Credit where credit is due, Jours Pâles' debut, 2021's Éclosion was already the kind of black metal that didn't stick too close to the core sound, incorporating a lot of melodic black metal and its offshoots, from blackgaze, atmospheric black metal, depressive black metal, and especially post-black metal, it was still an album that you could, when hard-pressed, call "black metal". The follow-up, Tensions, is not really a reinvention of sounds, since all the sounds of it were already present on Éclosion (and on the band's predecessor, Asphodèle, whose only album gives the current band its name), but there is still something fundamentally different this time around.
I can kind of get where the commentators are coming from. The post-black metal and melodic black metal and blackgaze sounds all feel like they put a lot more emphasis on the non-black metal side of the sound this time around, with clean vocals and melodies being even more prevalent. Shrieks are still the preferred vocal type, but there are very few moments where it feels like black metal, in a more pure form, is the prevalent sound. You could almost say it's more of a post-metal album than a black metal one, though it's genre-hopping nature is making it hard to simply place it in one camp rather than another. Suffice to say, melodies and atmosphere prevail on Tensions.

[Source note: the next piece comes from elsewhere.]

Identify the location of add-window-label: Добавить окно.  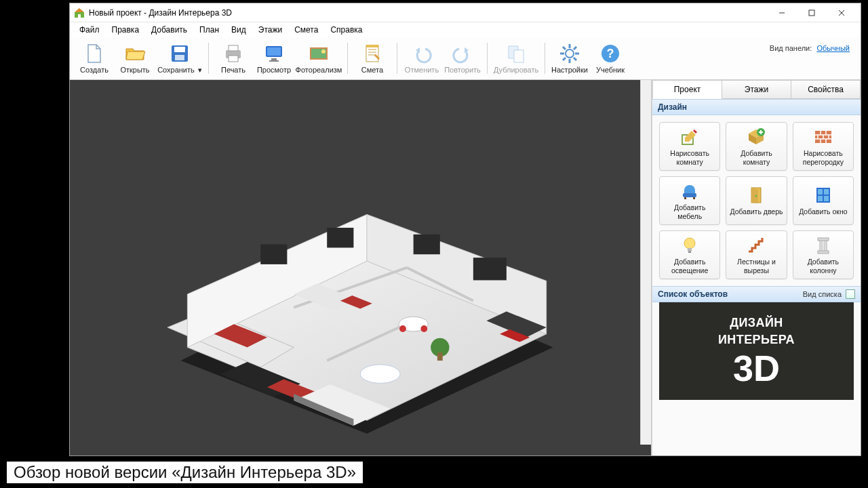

The "worst" insult you can throw at black metal music is call it "easy listening", and yet this is what Tensions feels like in the best way possible. Even with its depressive tones and desperate shrieks, it's a very inviting listen. Though Uada's James Sloan seems to have departed the band, the riffage here doesn't degrade, instead creating some jolting melodies and melancholic soundscapes through it. Within its more than one hour runtime, it traverses a lot of ground in terms of mood and emotion, from the more melancholic to the more triumphant, without feeling wildly disparate. Though I feel that even more focus and self-editing would've made the album even more impactful.
As adventurous and Jours Pâles, they're very grounded in what they want to do, even more so than they were on Éclosion.